Books: Civil War in the Upper South a Summons to Memphis
It is easy to be hooked by this book. For one thing, the opening sentence rates high on any scale of irresistibility: "The courtship and remarriage of an old widower is always made more difficult when middle-aged children are involved -- especially when there are unmarried daughters." Perhaps a few readers could stop right there, unmoved by the promise of a comedy of manners with undercurrents of family squabbling and greed, set forth with whimsical decorum. But not those familiar with the works of the author who wrote these 25 introductory words. Peter Taylor, 69, has acquired over four decades a formidable reputation and a small but fanatical following among those who care about American short fiction. For many, such Taylor stories as In the Miro District and The Old Forest have come to exemplify the current state of the art. The phenomenon of an established master attempting only his second novel, $ and his first in 36 years, is one that devotees will not want to miss.
A Summons to Memphis lives up to its introduction and its author's renown. The story of grown children locked in polite, civil warfare with a tyrannical father is genuinely funny. And the setting offers a leisurely look at the geography that has emerged patchwork from Taylor's stories: the Upper South, which can be described as a swath of territory and customs running west from Richmond to St. Louis, with the emphasis on Tennessee. But Taylor has done more than obey all the rules he has imposed on himself, now and in the past. He satisfies surface expectations on his way to deeper questions.
The plot is easy to summarize, although not for the person who tells it.
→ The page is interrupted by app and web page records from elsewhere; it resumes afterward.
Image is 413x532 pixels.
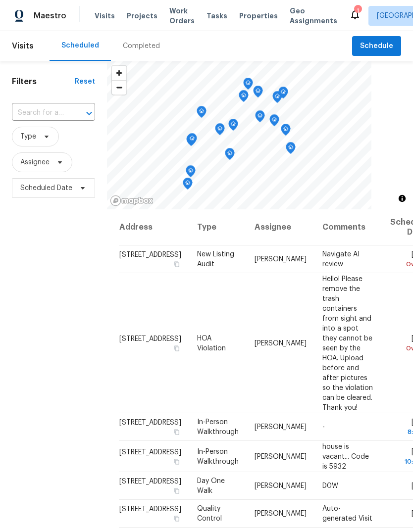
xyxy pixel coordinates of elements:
div: Map marker [269,115,279,130]
div: Map marker [253,86,263,101]
span: Navigate AI review [322,251,359,268]
span: Quality Control [197,506,222,522]
span: Work Orders [169,6,194,25]
div: Map marker [281,123,290,139]
span: [STREET_ADDRESS] [119,479,181,485]
span: Hello! Please remove the trash containers from sight and into a spot they cannot be seen by the H... [322,276,372,411]
th: Comments [314,209,382,245]
span: [PERSON_NAME] [255,340,306,346]
canvas: Map [107,61,371,209]
span: Visits [12,35,33,57]
div: Map marker [239,90,248,105]
span: HOA Violation [197,334,226,351]
span: [PERSON_NAME] [255,483,306,490]
span: [STREET_ADDRESS] [119,420,181,426]
span: Assignee [20,158,49,167]
span: [PERSON_NAME] [255,256,306,263]
span: [STREET_ADDRESS] [119,252,181,259]
button: Copy Address [172,457,181,466]
button: Zoom in [112,66,127,80]
div: Map marker [224,148,235,163]
span: Auto-generated Visit [322,506,372,522]
button: Toggle attribution [395,193,407,205]
div: Map marker [286,142,295,158]
a: Mapbox homepage [110,195,154,206]
span: Type [20,131,36,142]
button: Copy Address [172,344,181,353]
span: Projects [127,11,158,21]
div: Reset [75,76,95,87]
th: Assignee [247,209,314,245]
span: Properties [239,11,278,21]
span: In-Person Walkthrough [197,419,239,436]
div: Map marker [228,119,238,135]
h1: Filters [12,76,75,87]
span: Day One Walk [197,478,224,495]
th: Address [119,209,189,245]
th: Type [189,209,247,245]
button: Copy Address [172,487,181,495]
div: Map marker [243,78,253,93]
span: [PERSON_NAME] [255,453,306,460]
span: New Listing Audit [197,251,234,268]
button: Open [82,107,96,120]
div: Map marker [185,166,196,181]
button: Copy Address [172,428,181,436]
span: Scheduled Date [20,183,72,193]
span: Maestro [33,11,66,21]
div: Map marker [197,106,206,121]
span: Schedule [360,40,393,53]
span: [STREET_ADDRESS] [119,335,181,342]
div: Map marker [255,111,265,126]
span: [STREET_ADDRESS] [119,448,181,456]
div: Map marker [187,133,197,149]
div: Map marker [278,87,288,102]
span: D0W [322,483,338,490]
span: [PERSON_NAME] [255,424,306,431]
span: Visits [95,11,115,21]
span: [PERSON_NAME] [255,510,306,518]
span: Toggle attribution [399,193,405,204]
button: Schedule [352,36,401,57]
button: Copy Address [172,514,181,523]
div: Map marker [186,135,196,150]
span: [STREET_ADDRESS] [119,506,181,513]
button: Zoom out [112,80,127,95]
div: Map marker [272,91,282,107]
span: house is vacant... Code is 5932 [322,443,368,470]
div: 1 [354,6,360,16]
div: Map marker [215,123,224,139]
span: Tasks [206,13,227,19]
span: Geo Assignments [290,6,337,25]
button: Copy Address [172,260,181,269]
span: In-Person Walkthrough [197,448,239,465]
div: Scheduled [61,41,99,50]
span: - [322,424,325,431]
div: Map marker [182,178,193,193]
input: Search for an address... [12,105,68,121]
div: Completed [123,41,160,51]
He is Phillip Carver, 49, a bachelor who learns from his two older sisters in Memphis that their father, 81 and a widower, is planning to remarry. Phillip believes he has long since escaped Memphis and old associations; he works for a publishing house in Manhattan and collects rare books. But his live-in girlfriend Holly has just moved out on him, and he is lonely and therefore vulnerable to appeals from the past. There is also the matter of his father's "not inconsiderable fortune" and the possibility of an interloper's inheriting it. Phillip confesses, "I did think of the money."
That is not all he considers. Before he boards the airplane that will take him to Memphis, either to defend his father from his sisters or vice versa, Phillip picks through a tangled skein of memories. The crucial incident in the Carver history, as he sees it, occurred in 1931, when his father moved his family, his wife and four children, including the youngest, Phillip, 13, from Nashville to Memphis. George Carver, an eminently respectable lawyer, had been "deceived and nearly financially ruined" by his business association with a Nashville entrepreneur. Old-fashioned honor demanded a move to a place where the innocent man could start all over again. The son, grown middle-aged, remains fixed in his opinion of this event: "I thought Father had ruined all our lives, except his own."